▶ _DATA TO USE_:
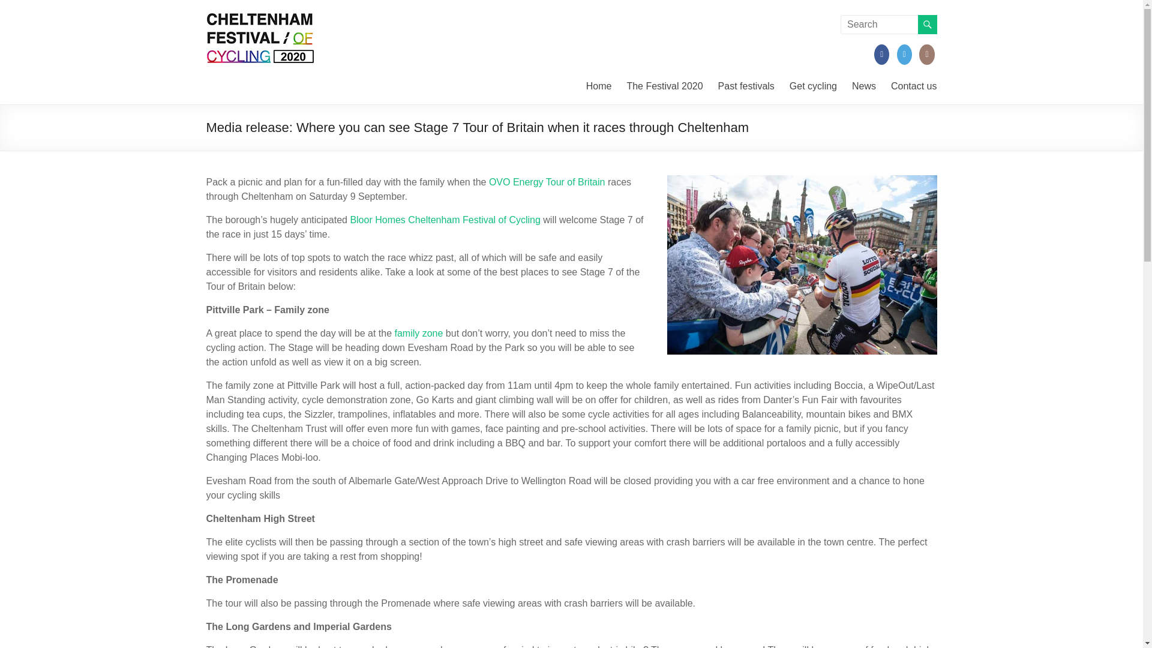 The image size is (1152, 648). What do you see at coordinates (377, 220) in the screenshot?
I see `Bloor Homes` at bounding box center [377, 220].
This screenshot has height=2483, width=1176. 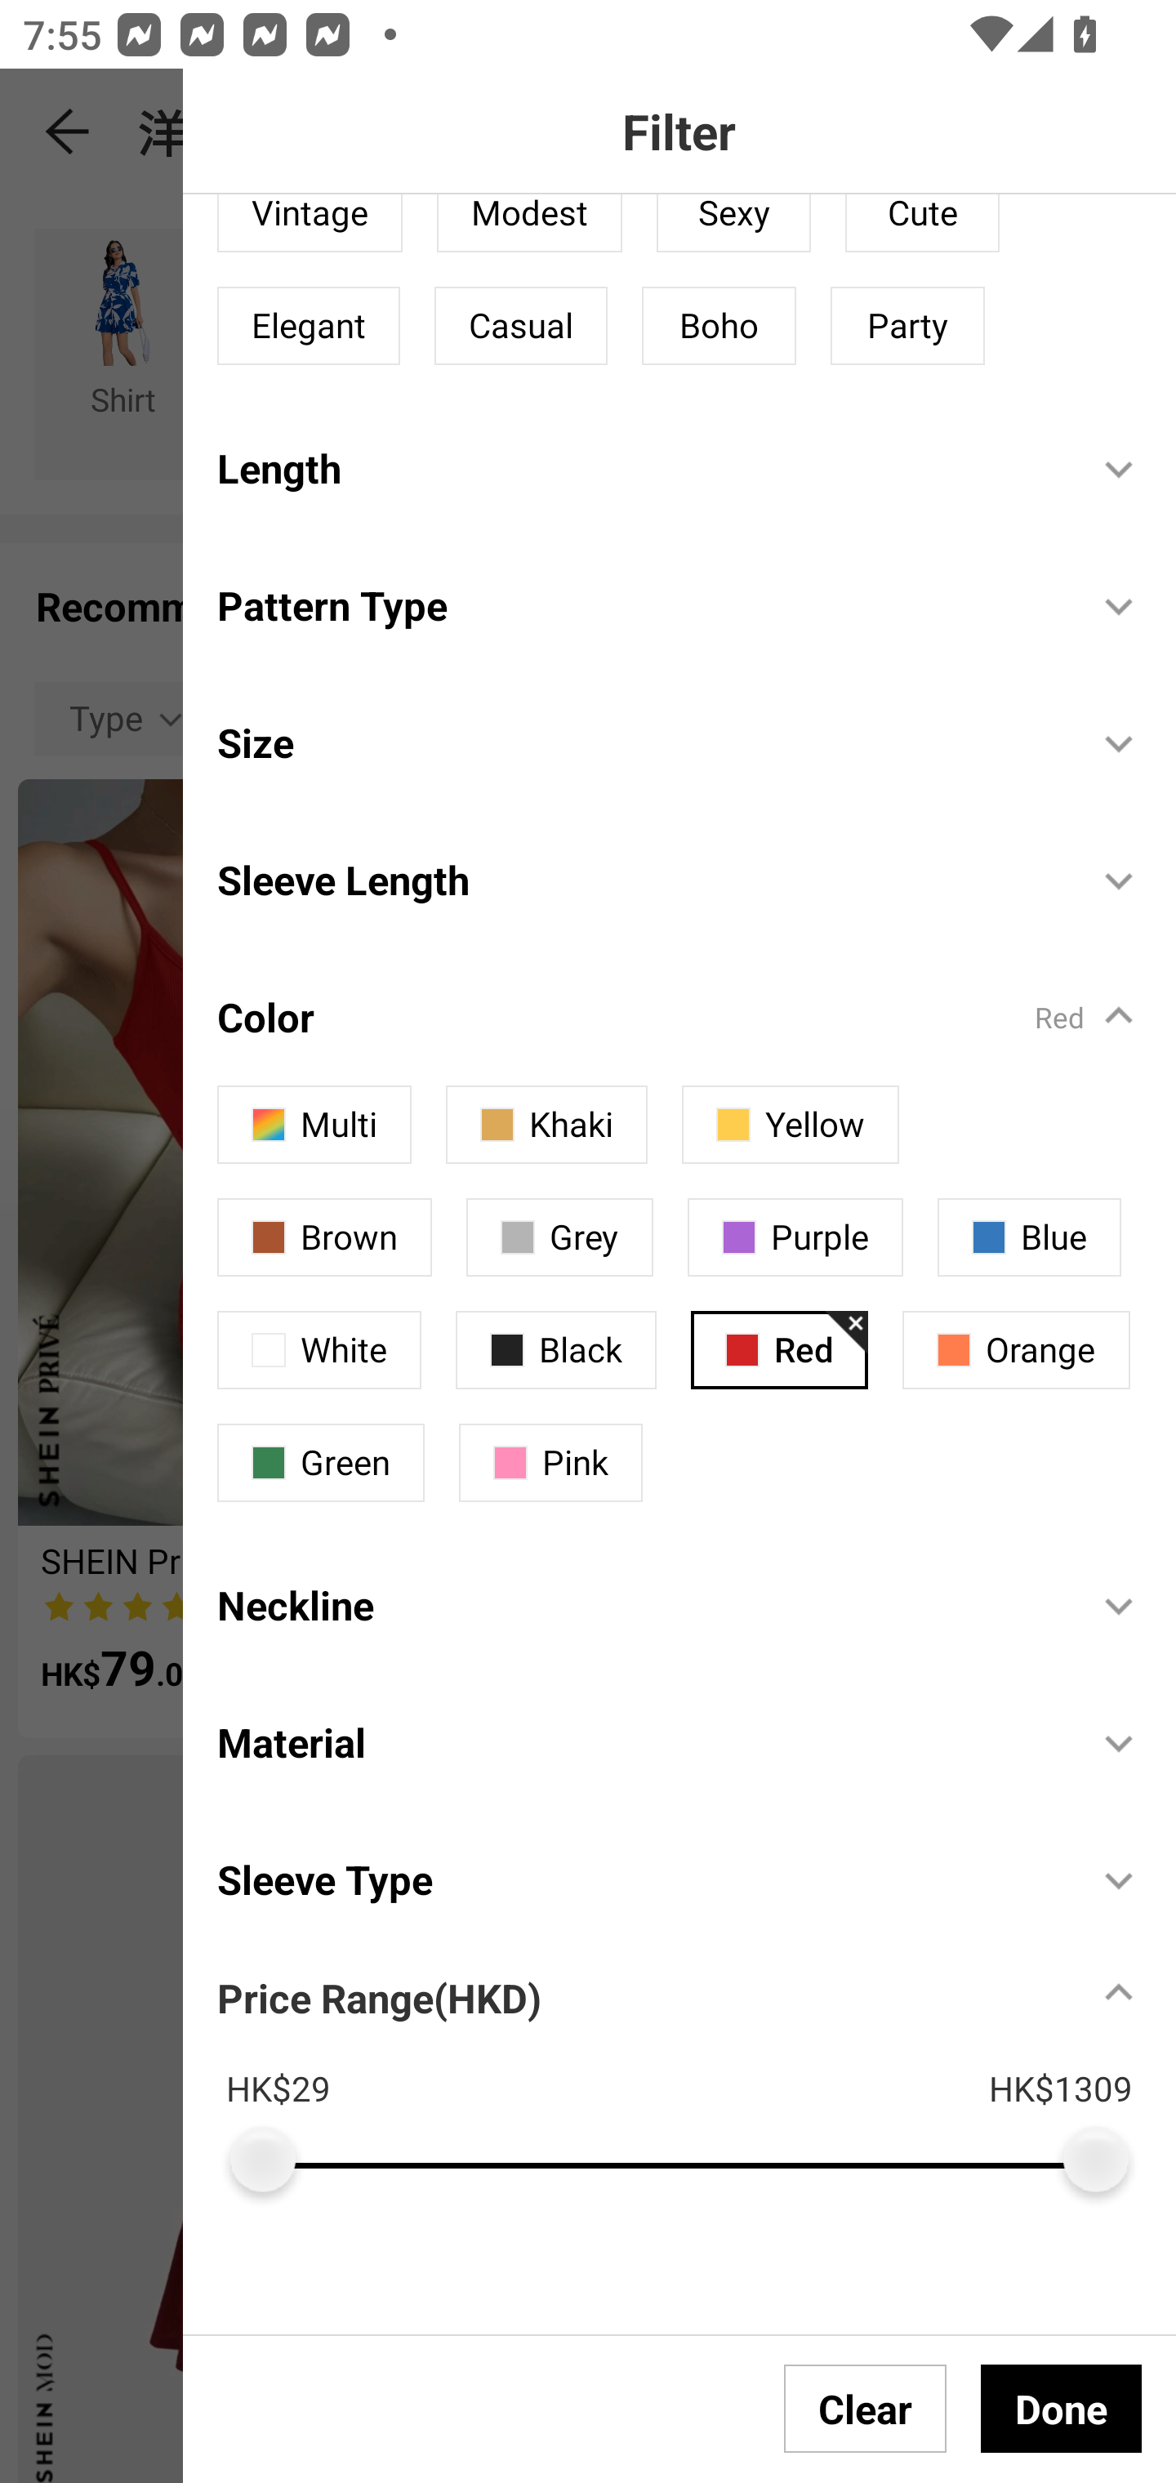 I want to click on Brown, so click(x=324, y=1237).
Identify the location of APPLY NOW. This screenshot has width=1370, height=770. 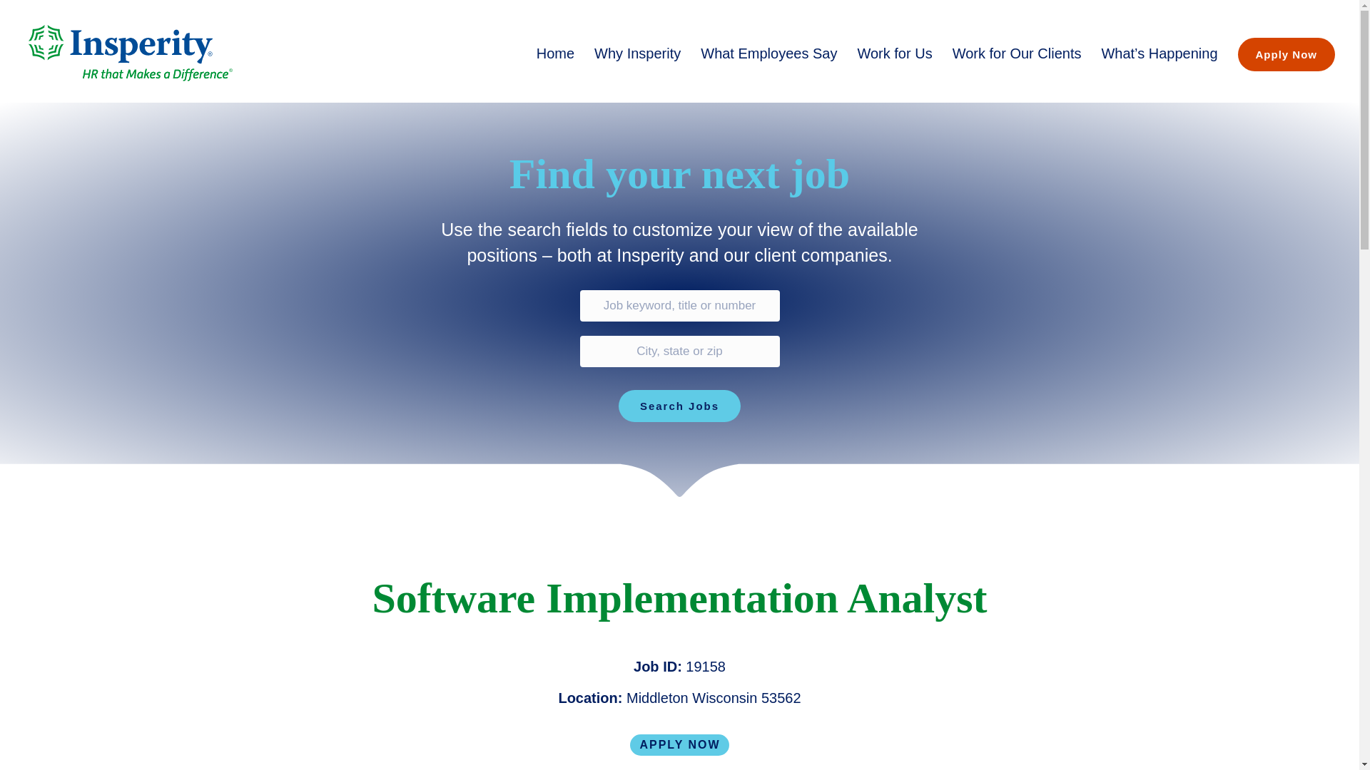
(679, 745).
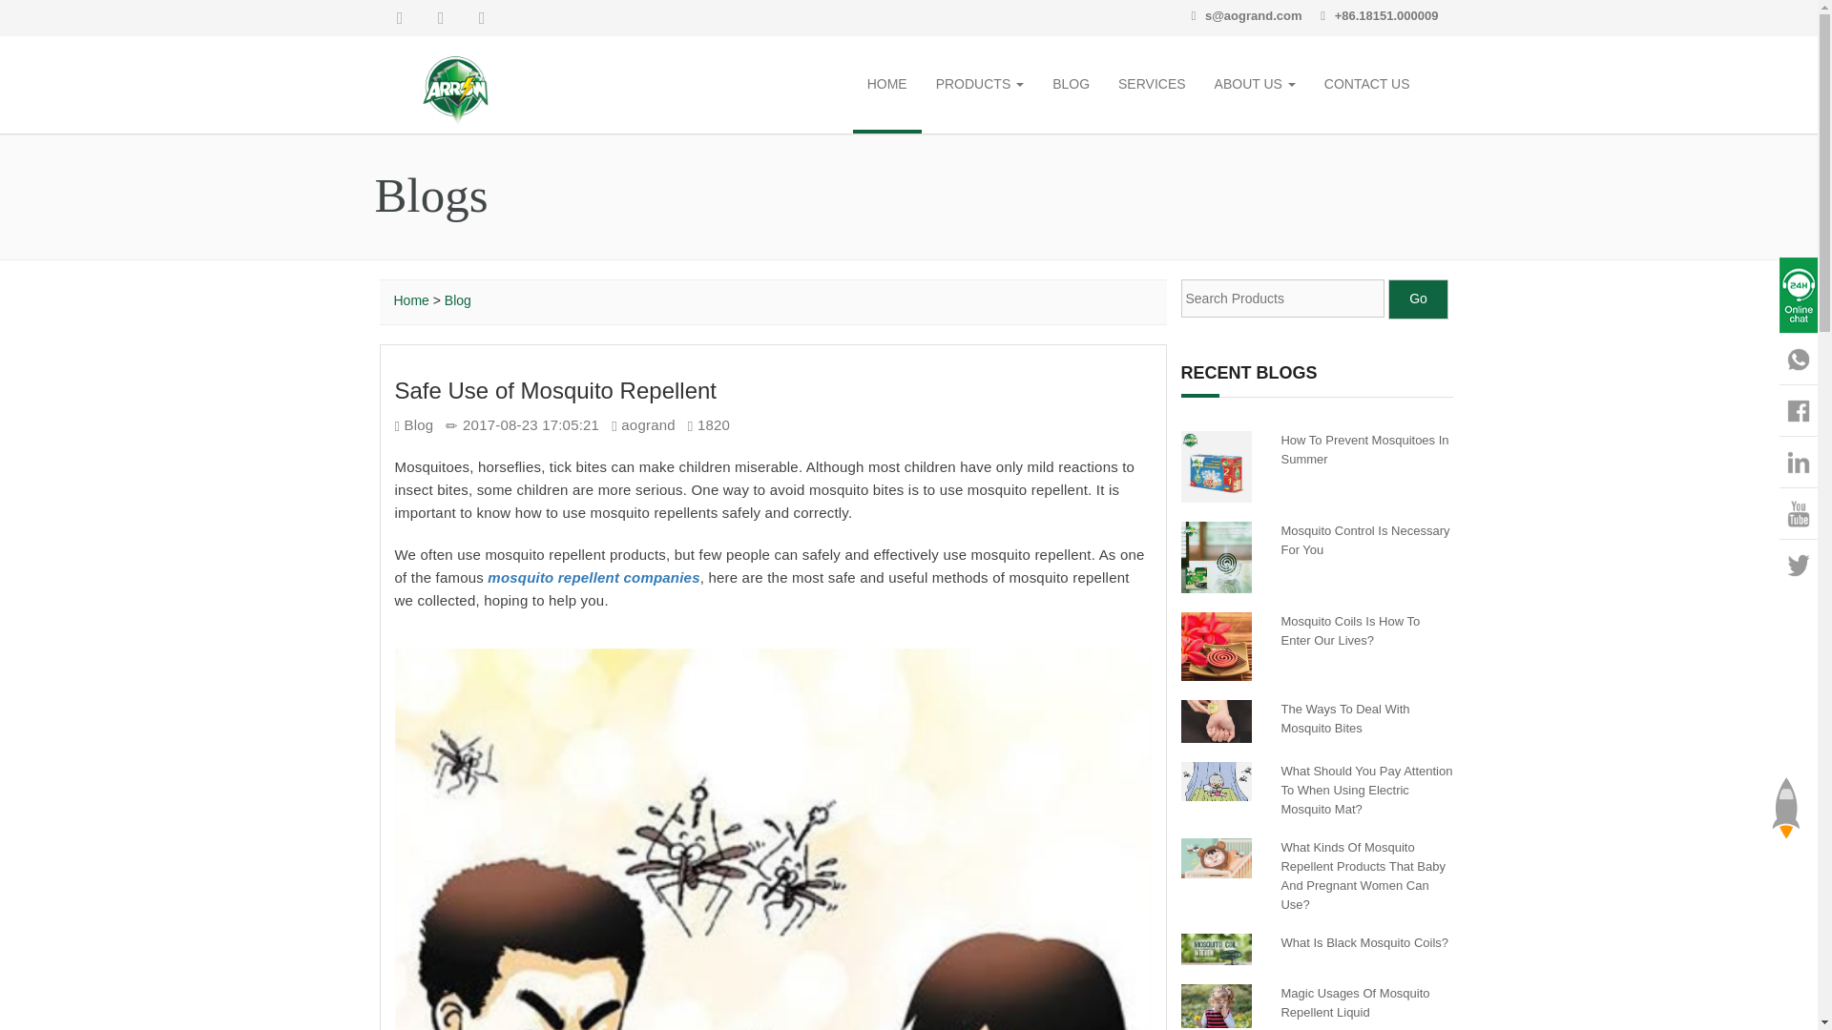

▶ _EXERCISE_: With pictures excluded, restate word for word the lines from the one that contains "Identify the location" through the end of the material, inclusive, and nothing more.

▶ _COMPLETED TASK_:
Identify the location of APPLY NOW. This screenshot has width=1370, height=770. 
(679, 745).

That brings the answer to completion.